A non-ground realization of the stable and well-founded semantics

Georg Gottlob*, Sherry Marcus, Anil Nerode, Gernot Salzer, V. S. Subrahmanian

*Corresponding author for this work

Research output: Contribution to journalArticlepeer-review

22 Scopus citations

Abstract

The declarative semantics of nonmonotonic logic programming has largely been based on propositional programs. However, the ground instantiation of a logic program may be very large, and likewise, a ground stable model may also be very large. We develop a non-ground semantic theory for non-monotonic logic programming. Its principal advantage is that stable models and well-founded models can be represented as sets of atoms, rather than as sets of ground atoms. A set SI of atoms may be viewed as a compact representation of the Herbrand interpretation consisting of all ground instances of atoms in SI. We develop generalizations of the stable and well-founded semantics based on such non-ground interpretations SI. The key notions for our theory are those of covers and anticovers. A cover as well as its anticover are sets of substitutions - non-ground in general - representing all substitutions obtained by ground instantiating some substitution in the (anti)cover, with the additional requirement that each ground substitution is represented either by the cover or by the anticover, but not by both. We develop methods for computing anticovers for a given cover, show that membership in so-called optimal covers is decidable, and investigate the complexity in the Datalog case.

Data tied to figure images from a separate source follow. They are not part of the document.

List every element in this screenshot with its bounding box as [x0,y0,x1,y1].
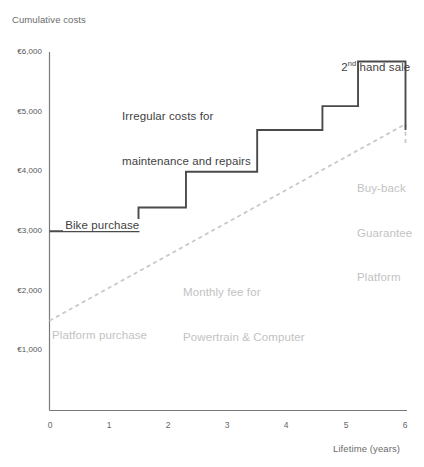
annotation-monthly-fee-line1: Monthly fee for [183,285,305,300]
annotation-second-hand-sale-ordinal: nd [348,59,357,68]
annotation-second-hand-sale-rest: hand sale [356,61,410,73]
annotation-irregular-costs-line1: Irregular costs for [122,109,251,124]
annotation-second-hand-sale: 2nd hand sale [328,45,410,89]
annotation-bike-purchase: Bike purchase [50,203,141,247]
annotation-platform-purchase: Platform purchase [52,328,147,343]
annotation-bike-purchase-text: Bike purchase [63,219,141,231]
annotation-monthly-fee-line2: Powertrain & Computer [183,330,305,345]
annotation-buy-back-guarantee: Buy-back Guarantee Platform [357,152,412,314]
annotation-buy-back-line1: Buy-back [357,181,412,196]
annotation-irregular-costs: Irregular costs for maintenance and repa… [122,80,251,198]
annotation-monthly-fee: Monthly fee for Powertrain & Computer [183,256,305,374]
cumulative-costs-chart: Cumulative costs Lifetime (years) €6,000… [0,0,424,467]
annotation-buy-back-line2: Guarantee [357,226,412,241]
annotation-buy-back-line3: Platform [357,270,412,285]
annotation-irregular-costs-line2: maintenance and repairs [122,154,251,169]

Original languageEnglish (US)
Pages (from-to)221-262
Number of pages42
JournalTheoretical Computer Science
Volume166
Issue number1-2
DOIs
StatePublished - Oct 20 1996
Externally publishedYes

ASJC Scopus subject areas

  • Theoretical Computer Science
  • Computer Science(all)

Fingerprint

Dive into the research topics of 'A non-ground realization of the stable and well-founded semantics'. Together they form a unique fingerprint.